Steven Soderbergh returns to filmmaking with the familiar caper ‘Logan Lucky’

logan-lucky

Channing Tatum, Riely Keough and Adam Driver are the Logans in ‘Logan Lucky.’


 
ARNOLD WAYNE JONES | Executive Editor
jones@dallasvoice.com
After he directed Side Effects, Steven Soderbergh announced he was retiring from directing feature films — he’d produce films, and he’d work in TV (including directing Behind the Candelabra and the series The Knick), but he was through with Hollywood as a big-time, Oscar-winning movie director.
That was in 2013. Didn’t last long.
Soderbergh has just released his latest directorial feature, Logan Lucky. He returned to films, he said, because he found a way to circumvent the studio system and put out a film truly independently, with the artists getting paid what they’re due instead of begging for scraps from bean-counting CPAs in corner offices. And what vehicle did he use to make this point? A story about working-class men who stick it to bean-counting CPAs in corner offices.
Big stretch, right? Not at all… in multiple respects. Not only does the film’s plot reinforce its message of scoundrels outsmarting The Man, but it’s a theme Soderbergh has revisited time and time again. Not only does Logan Lucky seem like an unofficial sequel to the Ocean’s heist movies, it also recalls Soderbergh’s cult hit Out of Sight: Hip romance, jazzy, not-too-serious pacing, whackadoo timeline jumps and a casual attitude. It’s not a thriller (the stakes never seem that high), but a procedural: How will the Logan siblings — lovable loser Jimmy (Channing Tatum), one-handed veteran Clyde (Adam Driver) and sexy sister Mellie (Riley Keough) — manage to rob the Charlotte Motor Speedway and get safecracker Jack Bang (Daniel Craig) out of jail and back in before anyone notices?

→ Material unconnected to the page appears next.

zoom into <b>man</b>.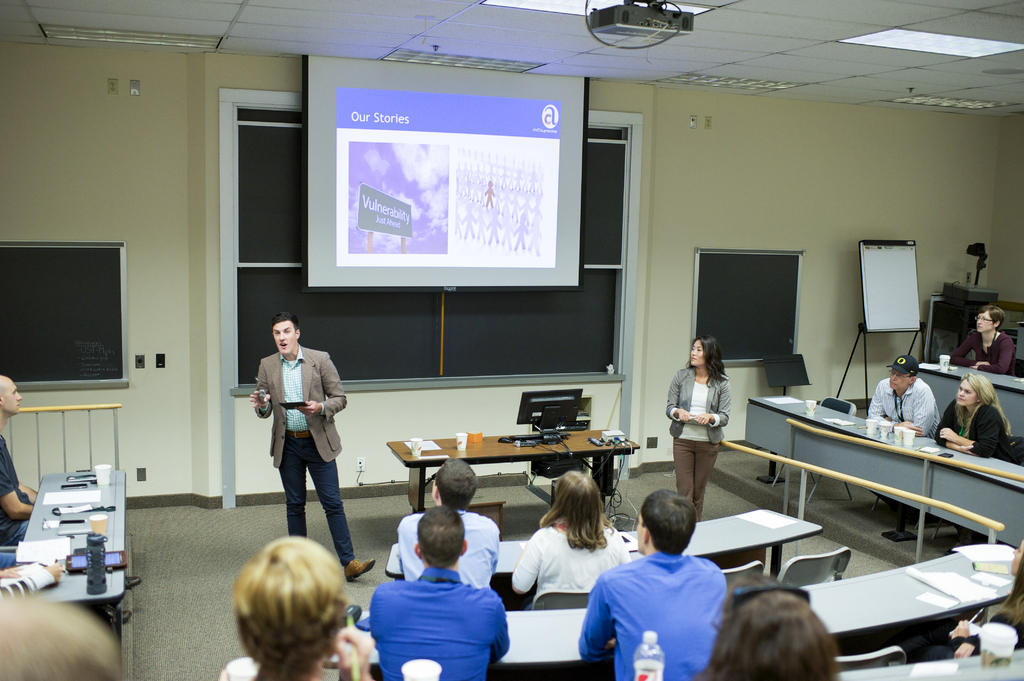
Zoom target: (0,377,147,629).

The premise is delicious. The film is a lot of fun. And that’s about it.
Going back to Columbo, watching the villains getting away with a crime (until they don’t anymore) is one of the most satisfying jigsaw puzzles of plotting. The trick is to entice the audience as co-conspirators from the outset. Get them to wonder how the heist will be pulled off by establishing insurmountable obstacles … and then surmount them. Jimmy even writes a decalog of “rules” in getting the job done before he even begins. The enjoyment should come in checking off that list with him.
Only that doesn’t really happen… not entirely satisfyingly, at least. After the initial list-making, the rules aren’t consulted again until nearly the end. The mechanics of the plan less impressive than you hope, including the prison break (and return) which is not so much clever as profoundly unlikely and downright lucky. It feels, in fact, like Ocean’s 6 — Lite Edition. (Craig even gets the same tongue-in-cheek “and introducing” credit that he gave to Julia Roberts.)

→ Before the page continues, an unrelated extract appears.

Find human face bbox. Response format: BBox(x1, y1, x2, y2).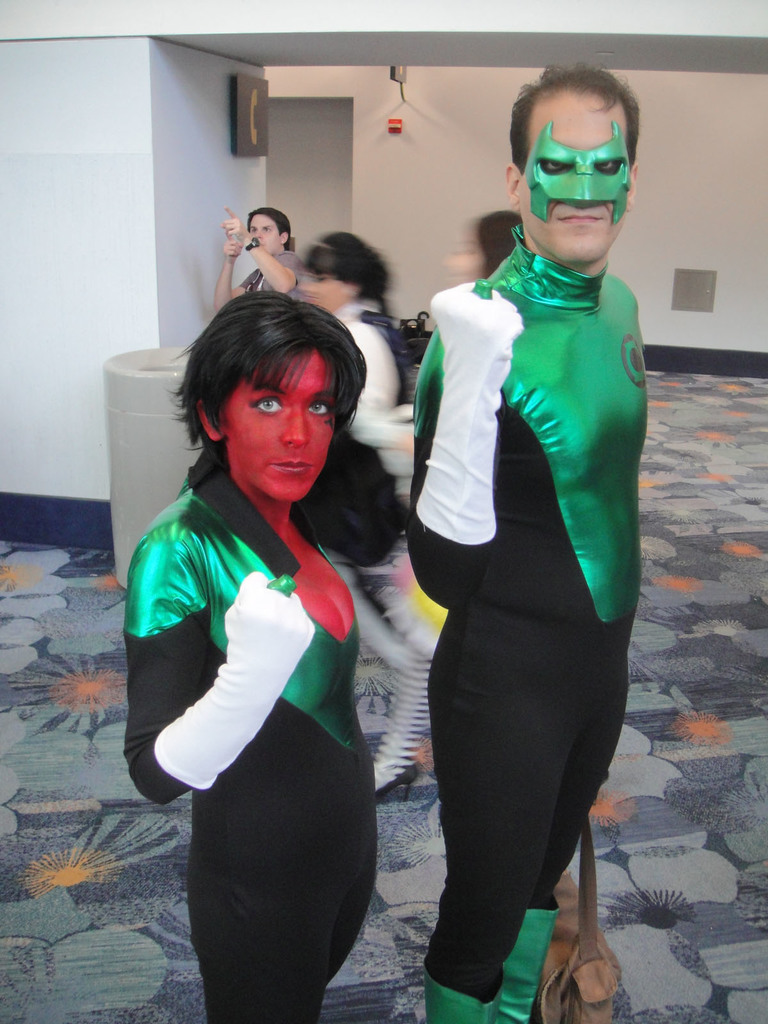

Soderbergh’s biggest errors are in letting some of his actors’ performances get away from him. Katherine Waterston has the most grounded role as Tatum’s possible paramour, and the bright-eyed doofishness of Craig, Jack Quaid and Brian Gleeson as hicks with more tattoos than teeth brush up to the edge of parody without crossing it. But the accent Driver gives to his dopey redneck is one step shy of Yosemite Sam (amusing, but hardly authentic)… although he’s Meryl-Frickin-Streep next to Seth McFarlane’s woefully awful British accent (I guess? Maybe Australian? Probably though Nofuckingwayistanian) and painfully cartoonish performance, including a moustache that looks like it was borrowed from the Groucho Marx Collection at Kmart.
Aside from McFarlane’s distracting (but mercifully small) role, these are mostly nitpicks. Logan Lucky feels derivative, but still worthwhile. The real puzzle is why Soderbergh chose it for his heralded comeback. He didn’t exactly challenge himself, or his audience, with something groundbreaking. But maybe that’s the result of swimming in the shark-infested waters of Hollywood. He’s treading familiar, warm waters very close to the shore. But the scenery is still relaxing.
This article appeared in the Dallas Voice print edition August 18, 2017.